Momentary Pleasure
Fabian Marbaniang
Faculty
English and Communication Department, MLCU
We speak of the uniqueness of a particular culture, for we assume to have understood the attitudes, the beliefs and behaviour of a people. We have the greatest admiration for any culture, especially one that is adorned extravagantly with colours, those which are not resistible. We observe, we get close, we touch, we seduce. Are we not being human for satisfying a craving for momentary pleasure? But of course, that is short lived. If we go back in time to reflect on that one particular act, or on the many individual acts of a similar nature, we would in all probability realise, that we have risen to power simply because we have overpowered. It is the sheer absence of rationality, in the presence of an overpowering mental and emotional drive, that arouses in us, the compulsion to act. It is an act where the conscience is suppressed, only allowing it to prick hopelessly, into that half a fraction of what may be left, of our rationality. The craving is satisfied, the moment has been lived.
When the act is compulsive, then the struggle is between the powerful and the vulnerable, the strong and the weak, the haves and the have-nots, the developed world and the developing world, the developing world and the static world. But who is to say what ‘development’ is?
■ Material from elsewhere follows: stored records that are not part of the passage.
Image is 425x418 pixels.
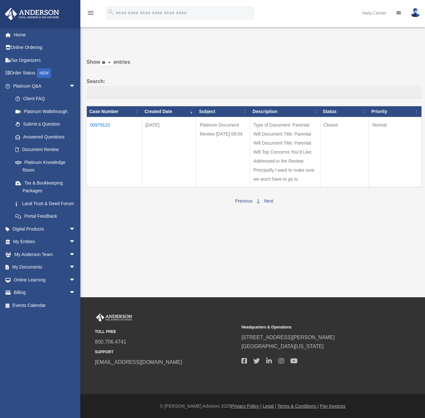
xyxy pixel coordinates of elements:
a: Tax & Bookkeeping Packages [9,176,82,197]
i: search [107,9,115,16]
a: My Anderson Teamarrow_drop_down [5,248,85,261]
span: arrow_drop_down [69,79,82,93]
a: Answered Questions [9,130,79,143]
a: Submit a Question [9,118,82,131]
span: arrow_drop_down [69,235,82,248]
a: 800.706.4741 [95,339,126,344]
a: Platinum Knowledge Room [9,156,82,176]
a: My Documentsarrow_drop_down [5,261,85,274]
img: Anderson Advisors Platinum Portal [95,313,134,321]
a: Platinum Walkthrough [9,105,82,118]
label: Show entries [87,58,422,73]
a: Terms & Conditions | [278,403,319,408]
th: Case Number: activate to sort column ascending [87,106,142,117]
td: Closed [321,117,369,187]
th: Subject: activate to sort column ascending [197,106,250,117]
a: Digital Productsarrow_drop_down [5,222,85,235]
a: My Entitiesarrow_drop_down [5,235,85,248]
span: arrow_drop_down [69,286,82,299]
a: [STREET_ADDRESS][PERSON_NAME] [242,334,335,340]
a: Order StatusNEW [5,67,85,80]
a: Billingarrow_drop_down [5,286,85,299]
div: NEW [37,68,51,78]
select: Showentries [100,59,114,67]
a: Online Ordering [5,41,85,54]
small: Headquarters & Operations [242,324,384,330]
a: [GEOGRAPHIC_DATA][US_STATE] [242,343,324,349]
span: arrow_drop_down [69,273,82,286]
td: Type of Document: Parental Will Document Title: Parental Will Document Title: Parental Will Top C... [250,117,321,187]
small: SUPPORT [95,349,237,355]
input: Search: [87,86,422,98]
span: arrow_drop_down [69,261,82,274]
a: Document Review [9,143,82,156]
a: Tax Organizers [5,54,85,67]
a: [EMAIL_ADDRESS][DOMAIN_NAME] [95,359,182,365]
a: Home [5,28,85,41]
th: Status: activate to sort column ascending [321,106,369,117]
a: Privacy Policy | [231,403,262,408]
label: Search: [87,77,422,98]
a: Pay Invoices [320,403,346,408]
th: Created Date: activate to sort column ascending [142,106,196,117]
a: Platinum Q&Aarrow_drop_down [5,79,82,92]
small: TOLL FREE [95,328,237,335]
a: 1 [257,198,260,203]
img: User Pic [411,8,421,17]
a: Land Trust & Deed Forum [9,197,82,210]
a: Online Learningarrow_drop_down [5,273,85,286]
a: Client FAQ [9,92,82,105]
div: © [PERSON_NAME] Advisors 2025 [80,402,425,410]
a: Legal | [263,403,276,408]
td: [DATE] [142,117,196,187]
span: arrow_drop_down [69,248,82,261]
td: Normal [369,117,422,187]
a: menu [87,11,95,17]
a: Previous [235,198,253,203]
th: Priority: activate to sort column ascending [369,106,422,117]
a: Next [264,198,274,203]
img: Anderson Advisors Platinum Portal [3,8,61,20]
i: menu [87,9,95,17]
td: 00979122 [87,117,142,187]
td: Platinum Document Review [DATE] 09:59 [197,117,250,187]
a: Events Calendar [5,299,85,312]
th: Description: activate to sort column ascending [250,106,321,117]
a: Portal Feedback [9,210,82,223]
span: arrow_drop_down [69,222,82,236]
But who has the right to label a ‘static’ people as ‘under-developed’ and thus ‘backward’? The culture of a people is how they behave on account of their attitudes and believes. In the absence of rationality, we act on who and what we perceive as the ‘underdeveloped’, irrespective of where a people come from. However, that irrational mind, utilises that half a fraction, to try make sense of that not so peculiar a behaviour, and to make some sort of justification, even amidst being driven to make amends for what many would understate it as ‘damaged’. Yet again, the conscience is suppressed, and the act becomes a chronic illness.
Lunacy seeps in and becomes rampant within the cultures of old. Their identity stripped, their rights deprived. Anarchy reigns over the age old structured political, social and economic system. Their philosophies questioned; their roots in their religious beliefs shaken; spiritualism more an idealism. Nothing speaks to them anymore. Decades of traumatic experiences have hardened the senses of a people. Wordsworth often reminded and warned his readers of this great loss. Our drains are clogged, our streets congested, and our only way forward is to look back in time to reflect not on our unacceptable behaviour, but on what it could have been, if a craving for a momentary pleasure had not got the better of us. Our forests and minerals are depleting, the water table falling, our source of life is gradually drying for we have exploited what has been at the heart of our way of existence: The earth under our feet has been exploited; hope seems bleak for any sort of rejuvenation. But who is to believe this when food on our table is still being laid? We still wear the best of the kind that fashion house can produce. There is no remorse, we have had our moment.
It is inevitable then, that we will be driven no longer by a conscience, but by hunger. We shall plead insanity in our state of guilt. We will be insane in our struggle to regain what was and what could have been. We victimised and now we have become victims of a disorder that we ourselves have created. The vicious cycle is complete.